Review: Current events have inspired novelists since the beginning of time, and Jane Haddam is no exception. This book was written in the near aftermath of two such unhappy events: the bombing in Oklahoma City and the Susan Smith case. (The woman who killed her young sons.)

The author patiently develops thread after thread, until the picture formed becomes clear, rather than a muddled mass of colors. Some of these skeins are organized religion; the ultra-conservative, religious far-right; homophobia; lesbianism; Goddess worship; abused wives; the media and its power; plus a wide variety of stereotypes about religion, women, and the South.

One of the things about the books of Jane Haddam that I greatly enjoy is that I always learn more about some things than perhaps I wanted to know, and others that I didn't know I needed to know until after I'd learned them. She does her homework. Dense and multi-layered, they're not at all easy to read, and once you get into one, they're even harder to put down, but OH! They are so very satisfying in the process as well as afterwards, and you'll re-read the book for weeks afterward in your mind.

This one takes Gregor Demarkian--at the behest of his old college friend, David Sandler, America's most well-known atheist--to the ocean shore of North Carolina, when, in the aftermath of a hurricane, a baby's corpse is discovered. Bonaventura is the highest ground in the area, therefore it had been opened by its owner, Zhondra Meyer, as a refuge to the townfolk who had no other place to go. Ginny Marsh had another reason for being there; she did occasional typing work for Zhondra, always taking her infant daughter Tiffany with her. It is Tiffany who becomes the main focus of the story--was she mutilated to serve the devil-worship thought to happen at Bonaventura? Or did her mother or father murder her for other reasons? Or, instead of the devil, was the homage being paid to the Goddess?

Zhondra had already opened the gates of Bonaventura for other reasons--as a camp for gay women. Although, to be sure, it was inhabited more by women who had been abused in their marriages, and who finally found a safe haven behind the iron gates. As a member of the Communist Party, Zhondra felt obliged to use her immense inherited wealth to benefit those who had none of their own. Dissatisfied with her own life, she thought to help others find a better way to manage theirs. It was a good idea, but not a very successful venture.

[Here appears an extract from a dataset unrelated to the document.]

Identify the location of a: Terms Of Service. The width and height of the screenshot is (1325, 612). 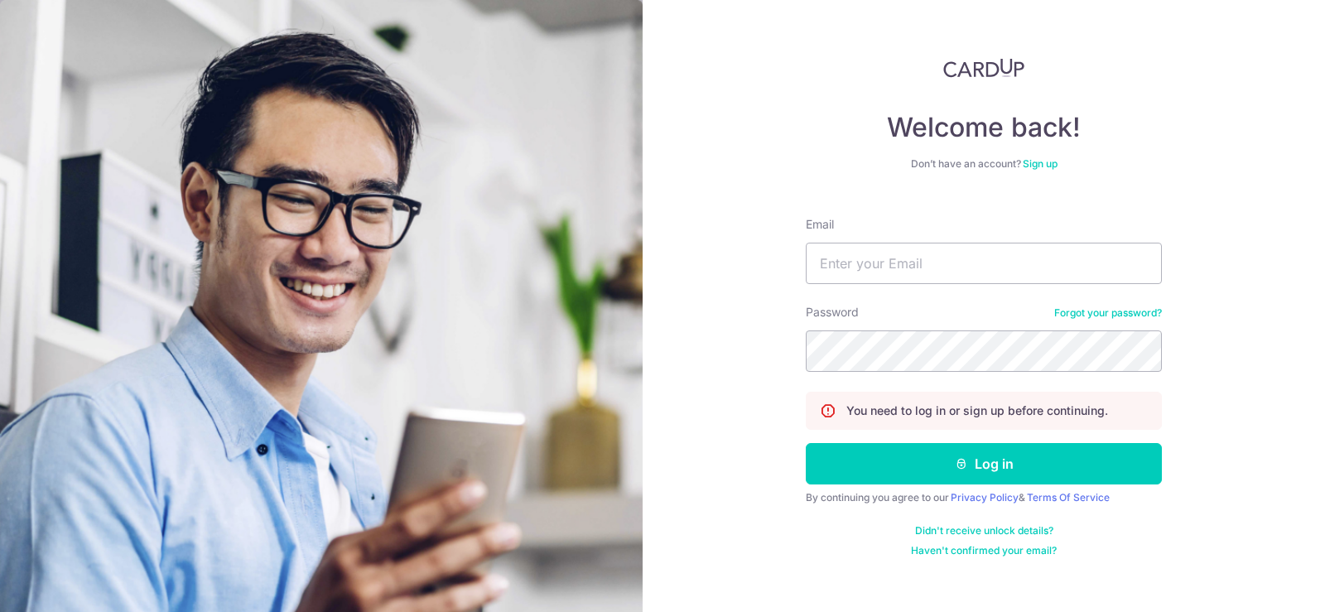
(1069, 497).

Not long after the hurricane, one of the 'campers' is found murdered, and before that case has settled down, Zhondra herself is discovered, dead as well. Ginny cannot be responsible for these latter two deaths, she's been in protective custody since shortly after her baby's death.

Gregor talks to the two ministers from town: the Methodist Stephen Harrow and the charismatic Henry Holburn, who has enlarged a small country parish into the multi-thousand member Bellerton Church of Christ Jesus. Three women--Naomi Brent, the town librarian; Maggie Kelleher, owner of the only bookstore, and Rose MacNeill, owner of the religious goods store--as well as the town's police chief Clayton Hall, also play major roles.

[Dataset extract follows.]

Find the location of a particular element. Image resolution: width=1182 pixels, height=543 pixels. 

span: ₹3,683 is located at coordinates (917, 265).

You won't soon forget this elegantly written and wonderfully-crafted novel. Nor should you. It contains lessons that would benefit all of us. If only we'd pay attention.

Rating: 3 stars
Summary: gory and disturbing
Review: This is the only Demarkian book that I have not liked. It has gory descriptions of the crime and deals with a disturbing topic. Be careful. This is the only Jane Haddam book I have ever re-sold.